[COLUMN] Is it the end of dog farming?

By Kim Joo-heon Posted : December 6, 2023, 16:56 Updated : December 6, 2023, 20:27
[Courtesy of Michael Breen]
[This article was contributed by Michael Breen, the CEO of Insight Communications and a former foreign correspondent]

SEOUL -- From time to time, I find myself wondering how future generations might look upon our era.

Just as we find it hard to believe that nice, sophisticated people could own slaves, what do we do today that will make our great-grandchildren doubt our moral uprightness?

There are some obvious candidates for disapproval – warfare, poverty, pollution, loneliness, high taxation. But the main candidate that occurs to me is the farming of animals for meat.

I imagine people will look back on this as a definition of backwardness. They may understand that ancient peoples milked cows and herded sheep, but how people who flew their own jets and owned smartphones could eat burgers made from slaughtered animals will disgust them.

The prospect may seem unlikely now, but this type of change could happen very quickly. As soon as lab-grown meat is commercially viable, I expect that vegan protestors will go into action and that within a generation or two, livestock farms, slaughterhouses and butcher shops will be a thing of the past.

I was thinking about this recently because of the ruling People Power Party’s plan to ban the dog meat trade. The bill under consideration proposes a maximum penalty of five years imprisonment or a fine of 50 million won for individuals who continue to engage in it. The opposition Democratic Party of Korea is also on board, although its bill is a little gentler on the farmers, recommending three-year jail sentences and fines up to 30 million won.

Dog farmers oppose this threatened end to their livelihood. They are threatening to unleash two million dogs in the streets of Seoul in protest.

But they are fighting a battle they cannot win. Koreans see dogs as pets now, not food. According to a Gallup Korea poll last year, nearly two-thirds opposed eating dog meat. Only 8 percent said they had eaten it in the past year, which was way down from 27 percent in 2015.

The threatened protest itself seems farcical. It makes the dog farmers look like an early 21st-century version of the Luddites. They, you may remember from European history lessons, were English workers two hundred years ago, at the start of the Industrial Revolution, who destroyed the new machinery that they believed was threatening their jobs in cotton and woolen mills.

Somehow, the visual image of farmers uncaging dogs all over Seoul while citizens cower in their apartments and firemen run around with nets trying to catch them strikes me as defining the end of our era.

To be honest, in this case, I think the farmers are bluffing. They know that dog farming is going to end. The proposed ban is scheduled to come into effect in 2027. Unlike in other countries, where people in an industry that closes because of legislation or new technology are compelled to look for new jobs on their own, in Korea the government helps people out. It has promised to support farmers transitioning away from the dog meat trade. Given this, the protest is most likely intended to not only hold the government to this promise, but also to improve the conditions.

When it comes, the closing of the dog trade will be a victory for activists. For the most part, these animal rights people have been thoughtful and measured. Their strategy regarding dog meat has been to run programs to help farmers change their line of business and send the rescued dogs to America for adoption.

But the activists, who are international and not just Korean, are just beginning. They are part of a broader movement that opposes all meat-eating. They are dedicated to the liberation of cows, sheep, pigs, chickens and rabbits. This, we must say, is a good thing. You may think their cause is a waste of time, but science, in the form of lab-grown meat, is on their side.

Once it becomes widely available, I can imagine more aggressive activism. One day, they will lift the curtain on slaughterhouses. An educational tour through an abattoir will turn middle school students into vegans. That is because, in modern society, we are increasingly encouraged to go gently through life exuding empathy for others, for our pets, for the environment, and yet we remain ignorant about the plight of farm animals. We are out of touch with how the burgers and cold cuts end up on our plate. If made aware of the daily massacre, I suspect the change to lab-grown meat would be rapid.

And that leads to the question of what future generations will think of us – their ancestors – who ate real meat? Will meat-eating appear so cruel and unpleasant to our descendants that anything sensible someone from our era has to say might be discounted simply because the thinker was a meat-eater? Will it be hard to take the opinions of meat-eaters seriously?

I don’t want to overstate this. I think that, just as history accepts the contributions of political and military leaders like Julius Caesar and George Washington to their own eras even though they owned slaves, so the importance of leaders like Joe Biden and Yoon Suk-yeol will be given proper treatment despite the fact they tucked into beef sandwiches.

It will perhaps be the artists and intellectuals who risk being discounted. People may be shamed for appreciating them. Like, oh you’re reading “Hamlet”? Did you know that Shakespeare ate meat?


Goal of the exercise: Take the line that contains "The image size is (1017, 518)." and every line below it to the end of the entries, and give them again exactly, leaving out any pictures.

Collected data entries
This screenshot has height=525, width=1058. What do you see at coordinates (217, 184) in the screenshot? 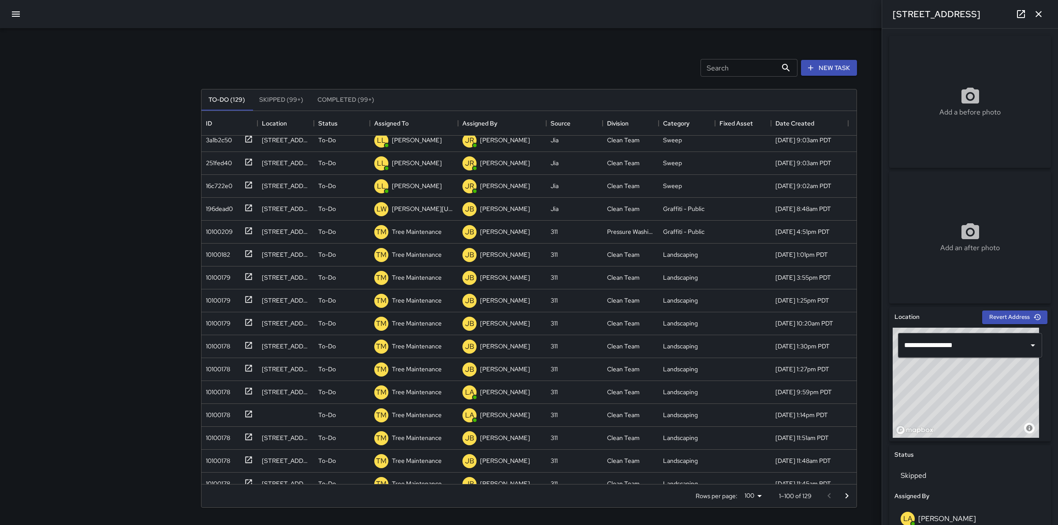
I see `div: 16c722e0` at bounding box center [217, 184].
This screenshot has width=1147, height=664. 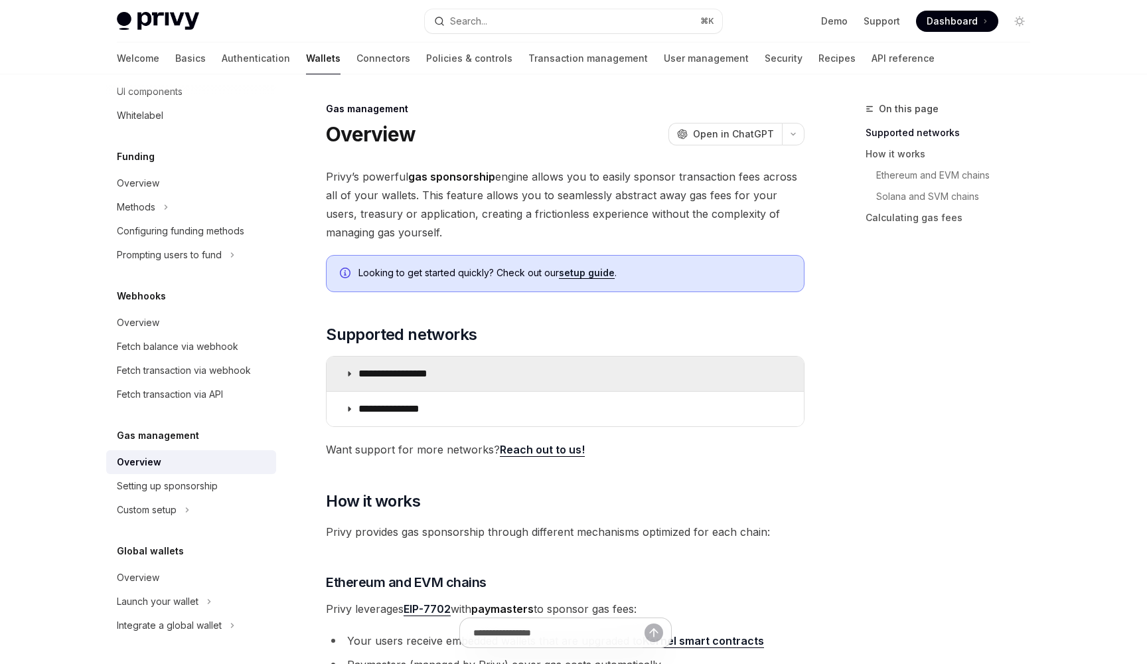 What do you see at coordinates (140, 116) in the screenshot?
I see `div: Whitelabel` at bounding box center [140, 116].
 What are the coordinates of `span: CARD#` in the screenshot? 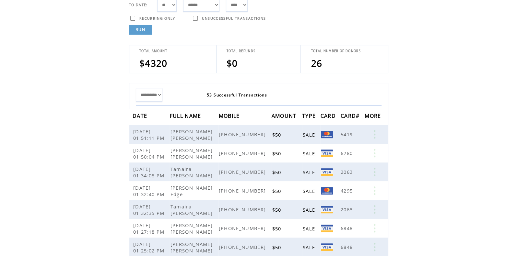 It's located at (351, 117).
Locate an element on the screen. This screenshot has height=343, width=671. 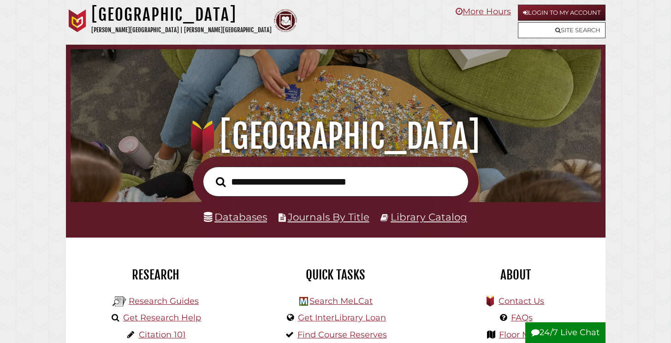
h2: About is located at coordinates (515, 275).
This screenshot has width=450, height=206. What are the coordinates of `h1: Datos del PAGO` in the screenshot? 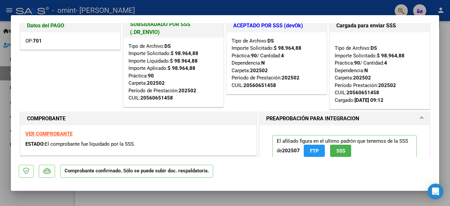 It's located at (70, 26).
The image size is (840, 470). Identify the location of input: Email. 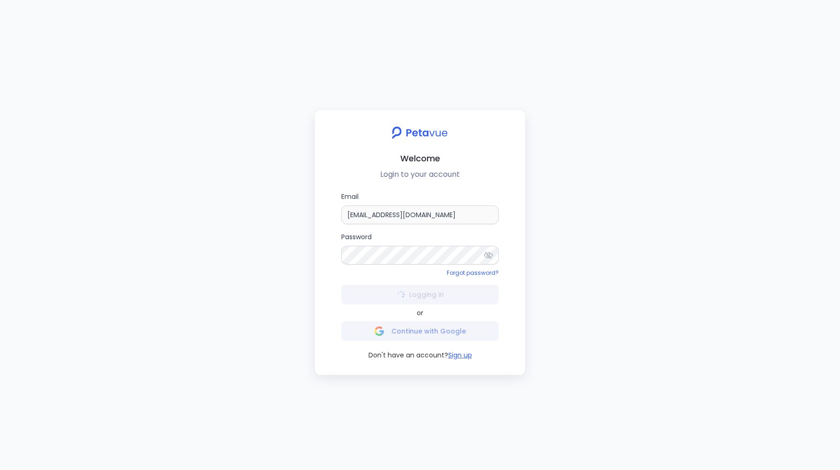
(420, 215).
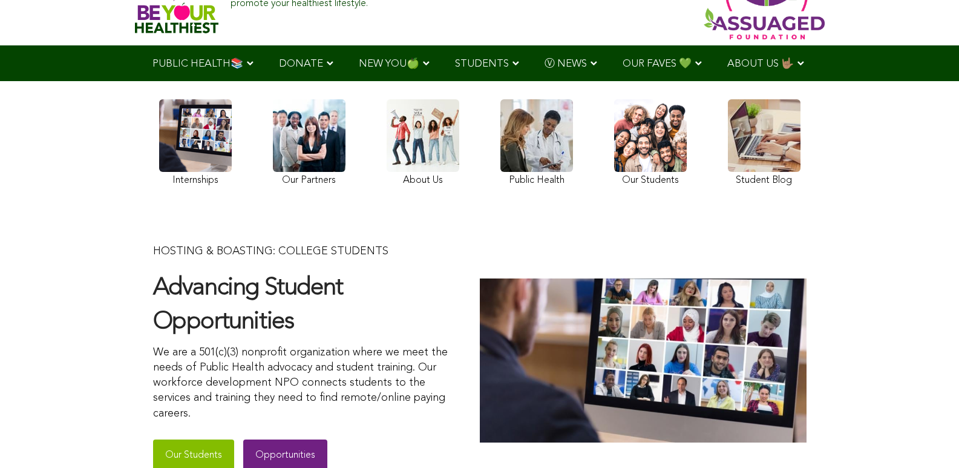  Describe the element at coordinates (301, 64) in the screenshot. I see `span: DONATE` at that location.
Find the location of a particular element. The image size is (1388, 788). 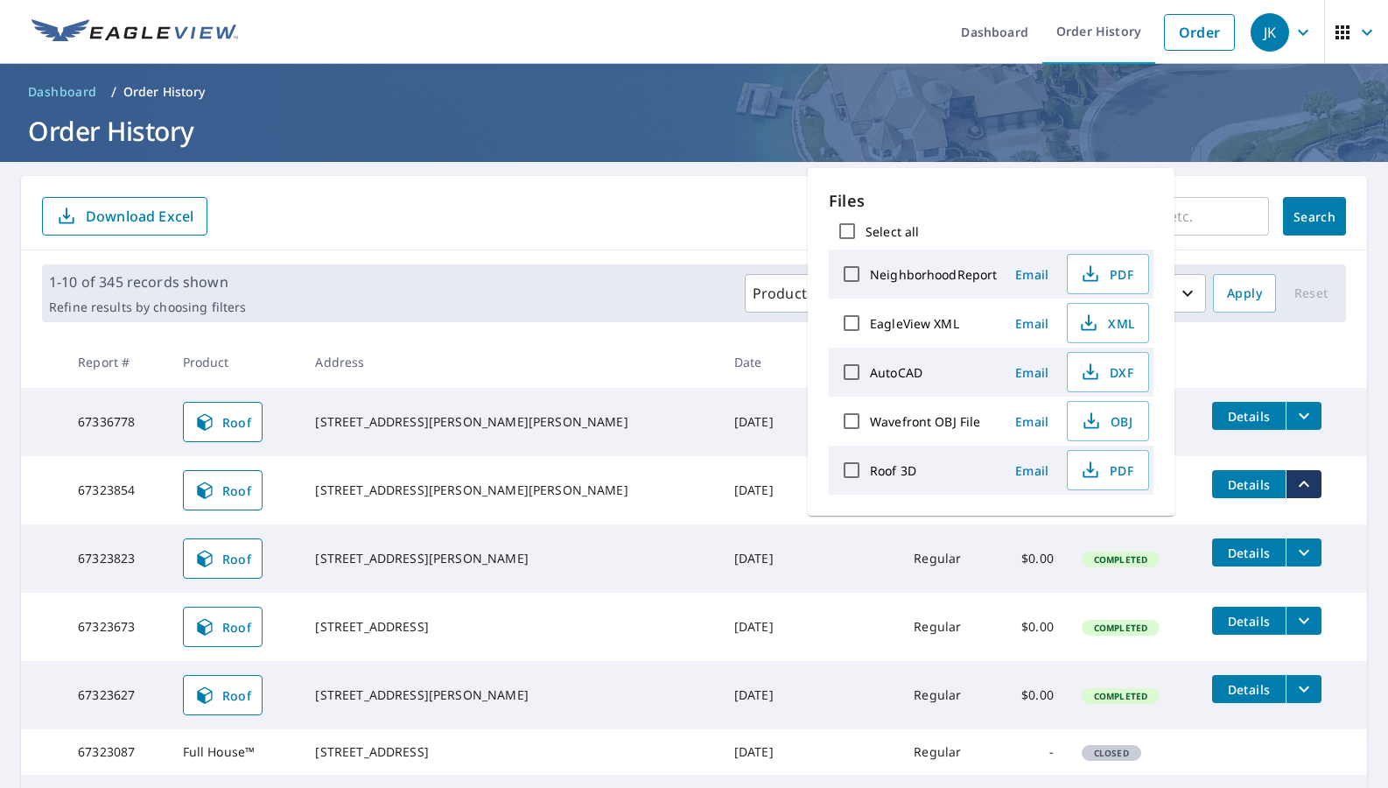

a: Order is located at coordinates (1199, 32).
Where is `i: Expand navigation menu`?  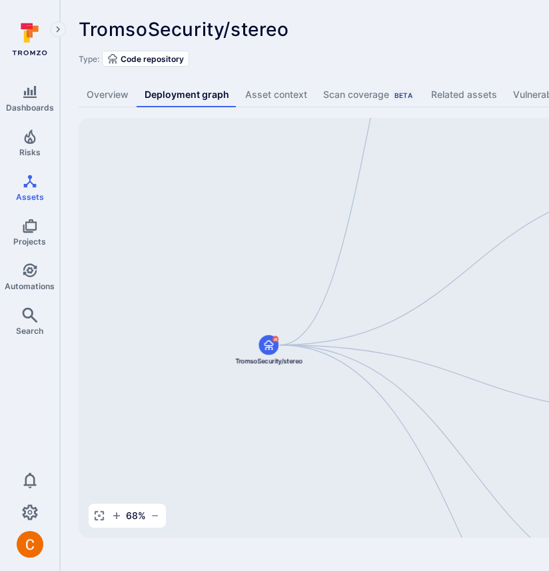
i: Expand navigation menu is located at coordinates (58, 29).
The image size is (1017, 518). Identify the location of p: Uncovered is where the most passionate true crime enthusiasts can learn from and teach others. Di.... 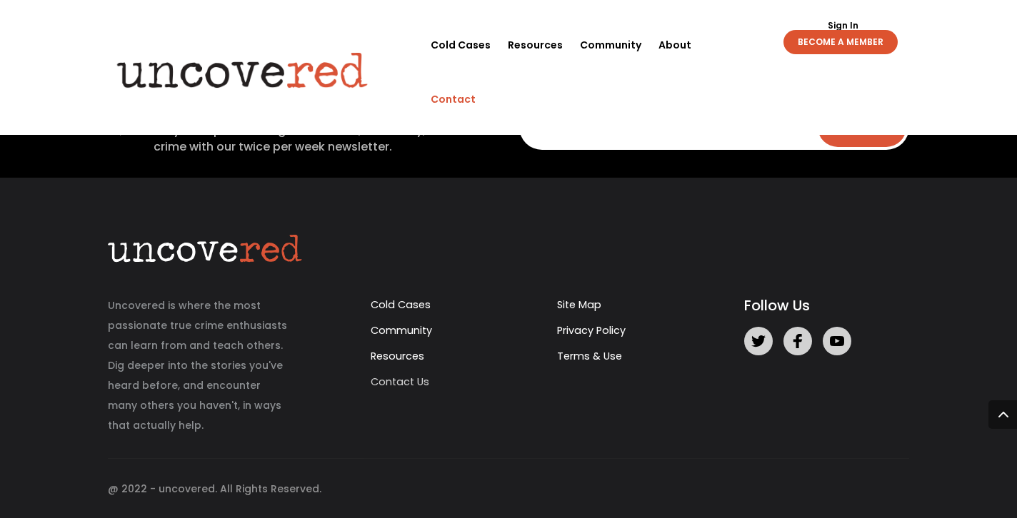
(200, 365).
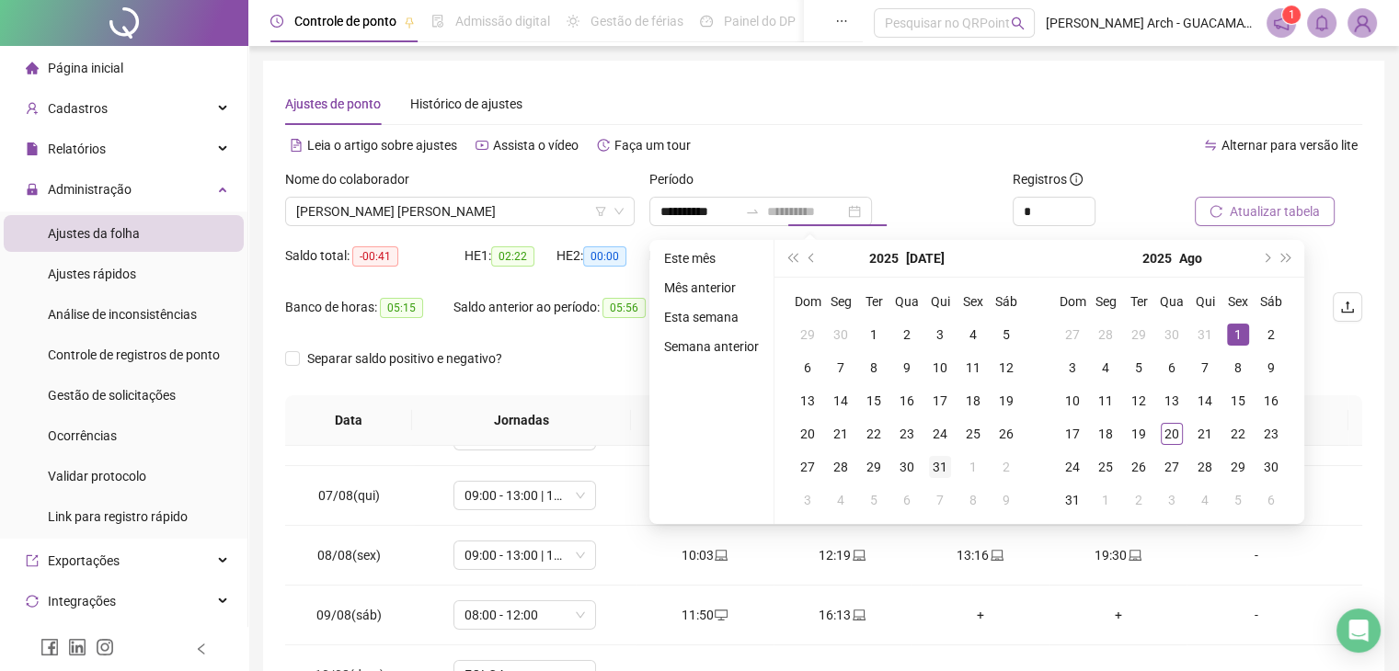 The image size is (1399, 671). Describe the element at coordinates (77, 109) in the screenshot. I see `span: Cadastros` at that location.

Answer to this exercise:
The image size is (1017, 518). Identify the location of p: Uncovered is where the most passionate true crime enthusiasts can learn from and teach others. Di.... 
(200, 365).
 The image size is (1399, 671). Describe the element at coordinates (77, 109) in the screenshot. I see `span: Cadastros` at that location.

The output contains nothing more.